Just as much will the interest of the historian of the art of the nineteenth century be bestowed in the first degree upon the works which have really created something independent and transcending all the earlier ages. He will not give especial prominence to those domains which had their flowering-time in other days than our own, but he will ask: Where is that distinctive element which appertains to the nineteenth century only? What are the new forms which it has found, the new sentiments to which it has given expression? Not those whose
## activity lay in clothing--however cleverly--the artistic necessities of
the age in the store of already transmitted forms, but the pathfinders, who went forwards and created anew, require our attention.
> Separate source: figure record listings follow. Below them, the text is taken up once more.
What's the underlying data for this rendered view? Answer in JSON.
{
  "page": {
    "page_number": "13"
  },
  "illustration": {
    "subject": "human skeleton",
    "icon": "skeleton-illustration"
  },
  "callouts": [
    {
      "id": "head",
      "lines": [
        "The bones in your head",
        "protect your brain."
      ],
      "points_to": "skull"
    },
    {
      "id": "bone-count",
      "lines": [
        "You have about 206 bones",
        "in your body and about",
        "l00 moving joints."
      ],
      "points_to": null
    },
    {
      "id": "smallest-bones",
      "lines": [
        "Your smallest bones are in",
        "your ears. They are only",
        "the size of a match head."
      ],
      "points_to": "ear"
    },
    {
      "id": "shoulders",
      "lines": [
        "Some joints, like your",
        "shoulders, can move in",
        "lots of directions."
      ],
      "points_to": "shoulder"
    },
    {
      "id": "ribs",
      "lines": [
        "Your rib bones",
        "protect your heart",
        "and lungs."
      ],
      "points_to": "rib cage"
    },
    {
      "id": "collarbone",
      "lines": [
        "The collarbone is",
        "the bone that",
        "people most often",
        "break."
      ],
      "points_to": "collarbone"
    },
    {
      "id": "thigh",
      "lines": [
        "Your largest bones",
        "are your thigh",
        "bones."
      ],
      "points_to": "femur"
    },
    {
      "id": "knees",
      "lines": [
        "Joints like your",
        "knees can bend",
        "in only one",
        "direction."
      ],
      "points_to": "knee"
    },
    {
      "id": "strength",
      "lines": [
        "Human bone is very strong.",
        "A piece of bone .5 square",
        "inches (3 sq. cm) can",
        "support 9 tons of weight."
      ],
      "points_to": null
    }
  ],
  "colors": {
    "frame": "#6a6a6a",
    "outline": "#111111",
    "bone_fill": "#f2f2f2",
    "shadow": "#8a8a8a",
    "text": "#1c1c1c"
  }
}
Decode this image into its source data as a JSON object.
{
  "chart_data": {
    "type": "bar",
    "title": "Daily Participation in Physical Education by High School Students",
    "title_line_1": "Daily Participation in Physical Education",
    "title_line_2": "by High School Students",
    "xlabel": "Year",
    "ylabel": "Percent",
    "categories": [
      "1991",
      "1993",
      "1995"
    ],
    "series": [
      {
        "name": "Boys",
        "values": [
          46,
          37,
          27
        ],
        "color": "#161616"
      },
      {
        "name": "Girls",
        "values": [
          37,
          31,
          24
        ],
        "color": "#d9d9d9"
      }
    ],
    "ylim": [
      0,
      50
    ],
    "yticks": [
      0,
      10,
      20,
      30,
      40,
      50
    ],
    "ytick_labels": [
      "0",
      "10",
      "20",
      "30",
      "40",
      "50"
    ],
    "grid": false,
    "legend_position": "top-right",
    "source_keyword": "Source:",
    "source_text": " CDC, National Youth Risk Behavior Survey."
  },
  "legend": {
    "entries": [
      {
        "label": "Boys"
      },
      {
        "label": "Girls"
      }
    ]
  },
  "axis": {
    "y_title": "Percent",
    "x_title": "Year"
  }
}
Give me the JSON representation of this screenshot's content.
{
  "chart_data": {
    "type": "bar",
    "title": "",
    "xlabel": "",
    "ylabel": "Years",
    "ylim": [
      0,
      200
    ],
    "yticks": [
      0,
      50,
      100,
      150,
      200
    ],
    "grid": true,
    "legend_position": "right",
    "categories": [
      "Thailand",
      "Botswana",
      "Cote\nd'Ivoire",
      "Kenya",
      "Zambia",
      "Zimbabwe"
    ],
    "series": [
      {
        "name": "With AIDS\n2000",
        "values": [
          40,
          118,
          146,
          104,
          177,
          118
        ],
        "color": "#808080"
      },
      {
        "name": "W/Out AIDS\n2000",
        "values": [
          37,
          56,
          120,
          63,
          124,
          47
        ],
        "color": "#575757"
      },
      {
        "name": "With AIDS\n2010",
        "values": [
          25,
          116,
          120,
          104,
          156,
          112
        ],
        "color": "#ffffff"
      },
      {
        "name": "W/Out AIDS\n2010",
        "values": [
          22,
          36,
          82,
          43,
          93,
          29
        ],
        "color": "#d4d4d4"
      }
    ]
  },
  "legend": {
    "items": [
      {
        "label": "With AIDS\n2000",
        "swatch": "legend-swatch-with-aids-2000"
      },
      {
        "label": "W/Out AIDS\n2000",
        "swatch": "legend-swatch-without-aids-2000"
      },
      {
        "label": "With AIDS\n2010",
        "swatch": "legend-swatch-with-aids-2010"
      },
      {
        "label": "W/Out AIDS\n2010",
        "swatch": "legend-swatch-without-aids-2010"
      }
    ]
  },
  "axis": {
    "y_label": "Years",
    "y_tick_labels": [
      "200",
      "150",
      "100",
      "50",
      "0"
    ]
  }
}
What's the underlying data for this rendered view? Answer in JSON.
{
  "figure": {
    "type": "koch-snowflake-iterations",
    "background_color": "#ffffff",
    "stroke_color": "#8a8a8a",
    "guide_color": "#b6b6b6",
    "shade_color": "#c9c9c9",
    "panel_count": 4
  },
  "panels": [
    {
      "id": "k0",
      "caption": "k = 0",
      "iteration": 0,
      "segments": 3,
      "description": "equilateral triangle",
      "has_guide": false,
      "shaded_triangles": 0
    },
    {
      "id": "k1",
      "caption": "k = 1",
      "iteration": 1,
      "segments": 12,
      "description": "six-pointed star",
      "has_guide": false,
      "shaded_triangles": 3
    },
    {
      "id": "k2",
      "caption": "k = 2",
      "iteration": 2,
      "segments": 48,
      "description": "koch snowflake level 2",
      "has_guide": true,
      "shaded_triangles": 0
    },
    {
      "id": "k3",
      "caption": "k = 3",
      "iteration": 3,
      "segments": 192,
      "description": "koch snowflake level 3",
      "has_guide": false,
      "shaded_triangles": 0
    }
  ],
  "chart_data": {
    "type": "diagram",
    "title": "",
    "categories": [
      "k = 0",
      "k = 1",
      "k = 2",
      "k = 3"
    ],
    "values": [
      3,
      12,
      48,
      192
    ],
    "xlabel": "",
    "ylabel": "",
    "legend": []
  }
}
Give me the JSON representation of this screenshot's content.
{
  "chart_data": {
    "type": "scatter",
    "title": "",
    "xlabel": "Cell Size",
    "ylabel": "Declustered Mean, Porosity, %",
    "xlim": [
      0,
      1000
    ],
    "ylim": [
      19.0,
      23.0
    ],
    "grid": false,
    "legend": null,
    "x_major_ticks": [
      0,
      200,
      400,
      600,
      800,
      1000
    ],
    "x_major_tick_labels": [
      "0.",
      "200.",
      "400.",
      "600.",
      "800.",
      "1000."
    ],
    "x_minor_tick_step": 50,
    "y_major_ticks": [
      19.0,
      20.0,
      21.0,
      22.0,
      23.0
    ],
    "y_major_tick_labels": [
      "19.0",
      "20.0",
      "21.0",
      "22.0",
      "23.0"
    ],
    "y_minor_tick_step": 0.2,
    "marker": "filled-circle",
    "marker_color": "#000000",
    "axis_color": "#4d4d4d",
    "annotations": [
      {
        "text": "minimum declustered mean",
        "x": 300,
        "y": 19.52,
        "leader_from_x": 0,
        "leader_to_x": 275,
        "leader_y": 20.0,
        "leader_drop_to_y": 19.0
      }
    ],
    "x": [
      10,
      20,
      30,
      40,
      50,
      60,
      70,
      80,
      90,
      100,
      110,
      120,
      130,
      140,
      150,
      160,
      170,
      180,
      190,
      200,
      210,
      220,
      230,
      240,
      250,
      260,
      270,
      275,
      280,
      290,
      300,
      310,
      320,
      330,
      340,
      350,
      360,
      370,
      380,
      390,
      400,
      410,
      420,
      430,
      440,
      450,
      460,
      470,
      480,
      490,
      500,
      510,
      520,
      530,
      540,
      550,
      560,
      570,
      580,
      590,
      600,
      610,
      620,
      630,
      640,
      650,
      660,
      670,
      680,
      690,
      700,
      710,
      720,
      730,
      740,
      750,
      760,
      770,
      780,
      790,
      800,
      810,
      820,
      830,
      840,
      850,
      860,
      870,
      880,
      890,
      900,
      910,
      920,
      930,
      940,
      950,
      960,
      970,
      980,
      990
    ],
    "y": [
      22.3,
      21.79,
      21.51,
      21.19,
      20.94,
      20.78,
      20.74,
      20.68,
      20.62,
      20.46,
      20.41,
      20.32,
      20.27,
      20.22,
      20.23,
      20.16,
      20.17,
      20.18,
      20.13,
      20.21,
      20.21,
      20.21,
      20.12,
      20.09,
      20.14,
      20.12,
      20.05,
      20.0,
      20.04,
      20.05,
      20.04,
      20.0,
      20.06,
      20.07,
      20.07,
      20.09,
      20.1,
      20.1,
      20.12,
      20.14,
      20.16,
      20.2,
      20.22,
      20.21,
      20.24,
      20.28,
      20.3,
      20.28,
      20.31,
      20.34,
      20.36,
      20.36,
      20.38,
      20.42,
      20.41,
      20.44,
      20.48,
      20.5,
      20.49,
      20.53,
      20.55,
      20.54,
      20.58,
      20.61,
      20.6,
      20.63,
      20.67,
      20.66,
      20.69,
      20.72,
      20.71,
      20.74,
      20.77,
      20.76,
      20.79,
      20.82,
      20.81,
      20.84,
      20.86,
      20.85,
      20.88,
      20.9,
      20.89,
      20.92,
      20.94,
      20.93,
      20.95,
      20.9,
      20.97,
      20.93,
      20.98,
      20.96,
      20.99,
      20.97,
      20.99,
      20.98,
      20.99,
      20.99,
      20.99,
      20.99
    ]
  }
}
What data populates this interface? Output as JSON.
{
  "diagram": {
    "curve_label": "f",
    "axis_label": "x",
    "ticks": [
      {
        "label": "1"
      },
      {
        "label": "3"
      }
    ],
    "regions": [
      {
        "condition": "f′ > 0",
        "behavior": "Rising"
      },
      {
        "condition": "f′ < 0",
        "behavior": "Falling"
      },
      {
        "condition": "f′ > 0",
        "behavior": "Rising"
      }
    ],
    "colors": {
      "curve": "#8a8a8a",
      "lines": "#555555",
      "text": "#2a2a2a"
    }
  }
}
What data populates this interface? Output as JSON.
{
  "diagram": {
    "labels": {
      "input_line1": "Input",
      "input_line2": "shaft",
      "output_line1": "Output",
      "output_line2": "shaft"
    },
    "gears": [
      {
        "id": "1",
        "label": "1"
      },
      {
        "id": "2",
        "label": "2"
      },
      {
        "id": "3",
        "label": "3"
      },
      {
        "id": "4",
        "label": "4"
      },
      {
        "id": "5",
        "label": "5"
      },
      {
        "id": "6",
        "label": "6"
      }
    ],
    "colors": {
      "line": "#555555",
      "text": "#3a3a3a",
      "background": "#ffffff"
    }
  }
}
Even if, after the old masters, they can only be granted a place in the third or fourth class, they must nevertheless always take precedence of those others, because they exhibited themselves as they were, instead of making themselves large by standing on the shoulders of the dead. Many of those who were once valued highly, who, thriving on the inheritance of the past, accomplished what was apparently of importance, measured by this standard will arouse little interest, because their artistic speech, depending on a foundation of the established canonical works of old, is not their own but borrowed. In others, on the contrary, who, apart from the dominating tendency, had the courage rather to be insignificant, and yet remain themselves, observing with their own eyes nature which surrounded them, or naïvely abandoning themselves to the disposition of their artistic fantasy, in them will be seen the essential vehicles of the modern spirit. And then it will be apparent that the art of the nineteenth century as well as that of every earlier period had its peculiar garment, even if for official occasions it preferred to unpack from its wardrobe the state costumes of earlier ages. It is only because this distinction between the eclectic and the personal, the derived and the independent, has not yet been carried out with sufficient strictness, that it has hitherto, in my opinion, been found so difficult to discover the distinctive _style_ of modern art, and to make clear the logic and sequence of its evolution.